Nancy Bowstead was a war substantive subalertern, defending Wales from airborne enemies with the artillery when ‘Operation Neptune’ took place.

Remembered decades on as D-Day, the servicewoman’s first insight into the mission came when, as the eldest grandchild, she was granted leave to return in early May to Lancashire for her grandmother’s funeral.

En route through the valleys she was puzzled – the verges beside a vast stretch of the railway were lined with new, but seemingly abandoned, army vehicles.

On her return five days later, the tanks and trucks remained, still with no one guarding them.

She mentioned the sighting to her officer colleagues, who thought the forces must be getting ready for something.

“Perhaps we are about to do something drastic,” they told her.

But then, with the summer months approaching and the nights getting shorter, the Germans had less cover to use and the war quietened down, at least for the artillery.

That was until one sunny evening, when Nancy was sat out in the officers’ mess lining the Bristol Channel from Cardiff to Pembroke, and as far as the eye could see – hundreds of boats, big and small.

Yet, there wasn’t a light, not a sound.

The convoy’s silence continued through the night, and the servicemen and women awoke to find the ‘graveyard’ empty once more, gone from under their very noses.

Gossip established that the boats would not be travelling up-river to Stratford, so they could only be going up the English Channel or into the Mediterranean – and that’s exactly what the Allies wanted their enemies to think.

So, while German command fell for the ploy and deployed its best forces to the south of France, British, American and Canadian forces were attacking the north.

They landed in droves on the beaches of Normandy, stopping for nothing in an advancement that proved pivotal in turning the tide of the war.

British forces paid a heavy toll for the attack, taking the brunt of the retaliation when the Germans realised they had been duped.

It is a mission burned into the consciousnesses of those involved, and even those like Nancy who were more remote.

“How many other people saw them?
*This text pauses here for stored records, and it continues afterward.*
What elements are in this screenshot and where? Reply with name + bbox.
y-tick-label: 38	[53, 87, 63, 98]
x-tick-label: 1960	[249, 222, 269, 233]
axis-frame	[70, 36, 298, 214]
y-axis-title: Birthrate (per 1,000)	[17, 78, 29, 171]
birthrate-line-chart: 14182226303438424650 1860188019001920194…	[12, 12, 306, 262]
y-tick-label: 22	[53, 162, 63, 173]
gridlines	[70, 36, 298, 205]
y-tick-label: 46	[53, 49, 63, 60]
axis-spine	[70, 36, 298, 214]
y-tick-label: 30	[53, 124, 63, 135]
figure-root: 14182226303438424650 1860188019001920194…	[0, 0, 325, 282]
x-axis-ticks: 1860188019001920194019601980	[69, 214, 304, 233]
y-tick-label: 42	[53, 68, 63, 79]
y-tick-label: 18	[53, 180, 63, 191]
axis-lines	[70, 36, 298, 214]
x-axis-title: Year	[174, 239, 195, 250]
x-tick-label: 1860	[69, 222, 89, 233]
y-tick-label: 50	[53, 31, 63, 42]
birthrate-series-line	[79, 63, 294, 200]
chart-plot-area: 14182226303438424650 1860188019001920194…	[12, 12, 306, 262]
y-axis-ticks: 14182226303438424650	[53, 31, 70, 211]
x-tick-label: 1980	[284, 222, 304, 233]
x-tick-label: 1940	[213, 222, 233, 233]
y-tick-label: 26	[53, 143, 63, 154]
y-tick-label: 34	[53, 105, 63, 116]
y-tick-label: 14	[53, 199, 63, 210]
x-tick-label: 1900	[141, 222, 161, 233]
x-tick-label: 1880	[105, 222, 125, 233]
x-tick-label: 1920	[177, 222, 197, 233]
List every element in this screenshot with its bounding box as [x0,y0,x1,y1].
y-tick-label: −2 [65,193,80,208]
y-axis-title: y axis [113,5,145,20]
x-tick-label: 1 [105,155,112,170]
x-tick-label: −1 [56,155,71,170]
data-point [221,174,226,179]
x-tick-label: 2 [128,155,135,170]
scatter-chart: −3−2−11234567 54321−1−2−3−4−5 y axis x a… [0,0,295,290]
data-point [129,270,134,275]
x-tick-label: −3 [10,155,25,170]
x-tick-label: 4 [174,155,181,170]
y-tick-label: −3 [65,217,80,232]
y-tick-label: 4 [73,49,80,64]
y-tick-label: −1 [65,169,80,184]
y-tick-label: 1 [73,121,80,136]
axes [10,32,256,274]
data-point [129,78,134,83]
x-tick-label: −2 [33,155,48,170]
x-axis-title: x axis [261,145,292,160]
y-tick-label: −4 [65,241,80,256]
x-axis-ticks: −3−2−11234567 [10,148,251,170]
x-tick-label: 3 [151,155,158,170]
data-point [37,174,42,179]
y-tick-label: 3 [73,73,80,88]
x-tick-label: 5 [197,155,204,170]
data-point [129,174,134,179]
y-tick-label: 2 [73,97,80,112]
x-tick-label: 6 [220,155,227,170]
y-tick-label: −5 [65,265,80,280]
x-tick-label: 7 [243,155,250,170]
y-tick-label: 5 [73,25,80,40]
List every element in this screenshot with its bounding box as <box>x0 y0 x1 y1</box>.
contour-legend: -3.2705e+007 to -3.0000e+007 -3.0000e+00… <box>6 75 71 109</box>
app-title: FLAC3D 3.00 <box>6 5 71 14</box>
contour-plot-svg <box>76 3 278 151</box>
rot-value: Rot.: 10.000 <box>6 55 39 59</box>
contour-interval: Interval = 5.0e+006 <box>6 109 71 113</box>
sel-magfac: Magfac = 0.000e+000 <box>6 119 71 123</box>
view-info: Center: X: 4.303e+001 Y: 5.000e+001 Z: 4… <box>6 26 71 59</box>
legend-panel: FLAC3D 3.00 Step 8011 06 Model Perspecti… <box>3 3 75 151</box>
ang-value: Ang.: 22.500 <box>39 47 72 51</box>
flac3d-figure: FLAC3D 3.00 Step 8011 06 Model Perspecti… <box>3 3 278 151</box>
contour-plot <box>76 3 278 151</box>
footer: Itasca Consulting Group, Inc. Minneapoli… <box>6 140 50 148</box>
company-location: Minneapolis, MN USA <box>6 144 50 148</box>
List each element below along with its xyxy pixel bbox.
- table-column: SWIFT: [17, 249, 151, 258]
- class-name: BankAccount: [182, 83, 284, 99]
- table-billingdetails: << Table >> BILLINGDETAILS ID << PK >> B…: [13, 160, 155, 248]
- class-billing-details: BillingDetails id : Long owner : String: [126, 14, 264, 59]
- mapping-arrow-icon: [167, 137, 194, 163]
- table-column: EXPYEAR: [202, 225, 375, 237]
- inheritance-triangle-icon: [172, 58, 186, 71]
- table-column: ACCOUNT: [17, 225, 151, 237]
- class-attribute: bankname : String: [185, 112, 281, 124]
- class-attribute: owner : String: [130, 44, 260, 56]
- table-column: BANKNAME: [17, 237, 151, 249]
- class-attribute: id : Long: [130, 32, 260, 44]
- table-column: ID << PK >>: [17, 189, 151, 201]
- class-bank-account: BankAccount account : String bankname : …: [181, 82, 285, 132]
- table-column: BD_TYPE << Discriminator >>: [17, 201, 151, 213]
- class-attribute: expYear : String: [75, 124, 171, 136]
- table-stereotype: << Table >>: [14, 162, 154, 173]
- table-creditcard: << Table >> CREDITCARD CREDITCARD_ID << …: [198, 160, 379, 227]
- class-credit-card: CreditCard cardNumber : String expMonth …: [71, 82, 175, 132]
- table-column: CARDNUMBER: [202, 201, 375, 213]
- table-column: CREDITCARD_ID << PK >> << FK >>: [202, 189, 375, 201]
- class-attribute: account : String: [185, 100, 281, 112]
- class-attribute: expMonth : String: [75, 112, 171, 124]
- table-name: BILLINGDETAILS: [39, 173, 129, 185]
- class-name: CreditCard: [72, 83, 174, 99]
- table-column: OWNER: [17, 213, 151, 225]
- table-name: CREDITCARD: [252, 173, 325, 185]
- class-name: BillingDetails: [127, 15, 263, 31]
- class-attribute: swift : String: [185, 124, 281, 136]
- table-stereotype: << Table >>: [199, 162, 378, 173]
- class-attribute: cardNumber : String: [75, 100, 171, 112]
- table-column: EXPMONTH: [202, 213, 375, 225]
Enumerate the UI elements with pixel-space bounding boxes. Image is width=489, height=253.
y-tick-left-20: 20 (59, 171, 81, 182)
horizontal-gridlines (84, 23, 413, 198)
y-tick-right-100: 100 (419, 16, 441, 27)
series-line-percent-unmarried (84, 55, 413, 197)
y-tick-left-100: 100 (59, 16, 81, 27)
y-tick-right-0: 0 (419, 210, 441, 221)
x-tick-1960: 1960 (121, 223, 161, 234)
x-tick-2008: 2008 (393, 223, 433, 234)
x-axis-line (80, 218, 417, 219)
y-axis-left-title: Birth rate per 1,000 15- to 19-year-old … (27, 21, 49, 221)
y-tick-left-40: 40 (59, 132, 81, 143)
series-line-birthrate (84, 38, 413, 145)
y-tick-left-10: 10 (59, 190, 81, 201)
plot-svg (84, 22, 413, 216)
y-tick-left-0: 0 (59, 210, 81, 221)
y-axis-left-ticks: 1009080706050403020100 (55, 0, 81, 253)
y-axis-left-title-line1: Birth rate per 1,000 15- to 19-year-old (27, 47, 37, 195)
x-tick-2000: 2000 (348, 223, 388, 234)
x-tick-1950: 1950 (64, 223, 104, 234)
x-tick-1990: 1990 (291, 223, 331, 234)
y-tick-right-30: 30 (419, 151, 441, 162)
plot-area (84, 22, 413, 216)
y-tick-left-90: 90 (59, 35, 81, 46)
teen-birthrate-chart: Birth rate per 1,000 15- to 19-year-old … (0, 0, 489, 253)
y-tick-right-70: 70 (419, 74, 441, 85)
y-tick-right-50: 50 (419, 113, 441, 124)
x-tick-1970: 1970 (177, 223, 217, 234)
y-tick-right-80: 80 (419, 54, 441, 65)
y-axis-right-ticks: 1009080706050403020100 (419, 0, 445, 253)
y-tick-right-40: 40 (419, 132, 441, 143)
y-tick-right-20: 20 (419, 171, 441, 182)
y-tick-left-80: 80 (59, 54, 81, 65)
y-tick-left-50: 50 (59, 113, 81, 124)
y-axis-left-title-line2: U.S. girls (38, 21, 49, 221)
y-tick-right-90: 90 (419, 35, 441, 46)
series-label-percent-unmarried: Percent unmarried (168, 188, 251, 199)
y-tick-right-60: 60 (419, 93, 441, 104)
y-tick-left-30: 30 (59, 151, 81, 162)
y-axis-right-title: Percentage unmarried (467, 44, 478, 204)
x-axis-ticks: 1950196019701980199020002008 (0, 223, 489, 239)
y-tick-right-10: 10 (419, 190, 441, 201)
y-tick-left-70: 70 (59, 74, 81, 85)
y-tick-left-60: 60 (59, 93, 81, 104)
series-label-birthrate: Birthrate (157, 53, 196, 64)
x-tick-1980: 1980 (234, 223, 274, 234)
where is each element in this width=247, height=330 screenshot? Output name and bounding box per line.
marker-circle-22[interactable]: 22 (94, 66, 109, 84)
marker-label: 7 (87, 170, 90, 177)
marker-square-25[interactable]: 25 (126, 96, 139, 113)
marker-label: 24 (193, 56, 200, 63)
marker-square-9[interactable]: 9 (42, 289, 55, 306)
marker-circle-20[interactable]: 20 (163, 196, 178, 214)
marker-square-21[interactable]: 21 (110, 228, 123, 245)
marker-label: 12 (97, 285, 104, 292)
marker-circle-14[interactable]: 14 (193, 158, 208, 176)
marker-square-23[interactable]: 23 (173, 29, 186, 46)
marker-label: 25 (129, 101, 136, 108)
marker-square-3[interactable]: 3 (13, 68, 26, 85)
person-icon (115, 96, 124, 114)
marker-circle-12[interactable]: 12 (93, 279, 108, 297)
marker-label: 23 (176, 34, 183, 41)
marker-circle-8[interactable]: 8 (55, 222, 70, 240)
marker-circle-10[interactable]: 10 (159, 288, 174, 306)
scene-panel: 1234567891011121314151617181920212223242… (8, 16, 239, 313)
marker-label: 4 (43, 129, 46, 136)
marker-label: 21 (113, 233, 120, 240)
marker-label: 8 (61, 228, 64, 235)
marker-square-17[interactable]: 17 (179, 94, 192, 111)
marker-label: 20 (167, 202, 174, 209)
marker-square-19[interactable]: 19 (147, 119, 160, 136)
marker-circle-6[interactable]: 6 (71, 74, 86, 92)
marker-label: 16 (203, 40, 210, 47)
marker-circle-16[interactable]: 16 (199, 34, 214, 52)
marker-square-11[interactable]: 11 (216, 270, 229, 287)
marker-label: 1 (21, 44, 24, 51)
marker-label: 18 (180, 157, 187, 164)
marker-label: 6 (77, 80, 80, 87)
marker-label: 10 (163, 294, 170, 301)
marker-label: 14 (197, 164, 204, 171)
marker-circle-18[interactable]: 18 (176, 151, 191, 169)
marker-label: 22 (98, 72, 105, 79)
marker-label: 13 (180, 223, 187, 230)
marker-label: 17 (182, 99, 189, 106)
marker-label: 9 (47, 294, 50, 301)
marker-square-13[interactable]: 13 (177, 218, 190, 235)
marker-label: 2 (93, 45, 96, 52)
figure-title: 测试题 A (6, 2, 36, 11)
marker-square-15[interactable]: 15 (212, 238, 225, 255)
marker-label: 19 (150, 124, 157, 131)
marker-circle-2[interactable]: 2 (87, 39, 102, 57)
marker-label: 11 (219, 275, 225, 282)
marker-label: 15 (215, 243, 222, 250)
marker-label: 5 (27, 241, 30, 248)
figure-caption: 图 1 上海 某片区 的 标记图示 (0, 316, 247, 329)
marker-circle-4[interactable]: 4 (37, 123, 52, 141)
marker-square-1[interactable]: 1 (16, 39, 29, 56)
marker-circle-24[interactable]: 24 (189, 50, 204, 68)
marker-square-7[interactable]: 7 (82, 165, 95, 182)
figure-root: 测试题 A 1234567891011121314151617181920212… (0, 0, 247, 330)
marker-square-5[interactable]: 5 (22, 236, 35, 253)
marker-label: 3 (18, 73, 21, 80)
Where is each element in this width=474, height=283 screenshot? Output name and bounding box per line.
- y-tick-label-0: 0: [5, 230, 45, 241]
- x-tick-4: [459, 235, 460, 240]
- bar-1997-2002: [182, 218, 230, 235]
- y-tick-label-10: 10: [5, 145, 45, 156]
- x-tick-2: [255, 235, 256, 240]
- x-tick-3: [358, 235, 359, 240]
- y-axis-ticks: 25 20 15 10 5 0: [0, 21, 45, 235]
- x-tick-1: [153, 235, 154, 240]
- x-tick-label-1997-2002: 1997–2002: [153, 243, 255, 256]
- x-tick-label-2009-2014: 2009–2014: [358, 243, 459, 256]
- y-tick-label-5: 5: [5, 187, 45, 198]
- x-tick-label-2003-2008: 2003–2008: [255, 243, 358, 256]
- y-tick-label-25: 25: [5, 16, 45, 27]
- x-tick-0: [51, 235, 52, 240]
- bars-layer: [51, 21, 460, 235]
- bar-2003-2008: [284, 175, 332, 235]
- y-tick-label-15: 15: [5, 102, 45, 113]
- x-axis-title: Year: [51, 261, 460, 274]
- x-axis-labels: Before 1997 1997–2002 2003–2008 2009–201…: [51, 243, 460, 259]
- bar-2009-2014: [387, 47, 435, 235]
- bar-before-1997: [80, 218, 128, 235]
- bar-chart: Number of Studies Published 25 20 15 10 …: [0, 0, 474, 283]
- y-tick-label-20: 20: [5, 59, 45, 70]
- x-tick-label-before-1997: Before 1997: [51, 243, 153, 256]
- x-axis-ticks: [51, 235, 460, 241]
It’s a memory I will never forget,” said the nonagenarian.

Now an avid advocate for Blind Veterans UK, she spent eight months knitting an enormous flag for the charity’s 75th anniversary.

Nancy is a member of Sidmouth’s branch of the Royal British Legion, with whom she attended a royal garden party on Wednesday.

Residents can reflect on the D-Day landings in a service at Sidmouth’s war memorial led by the Reverend Philip Bourne at 9.45am today (Friday).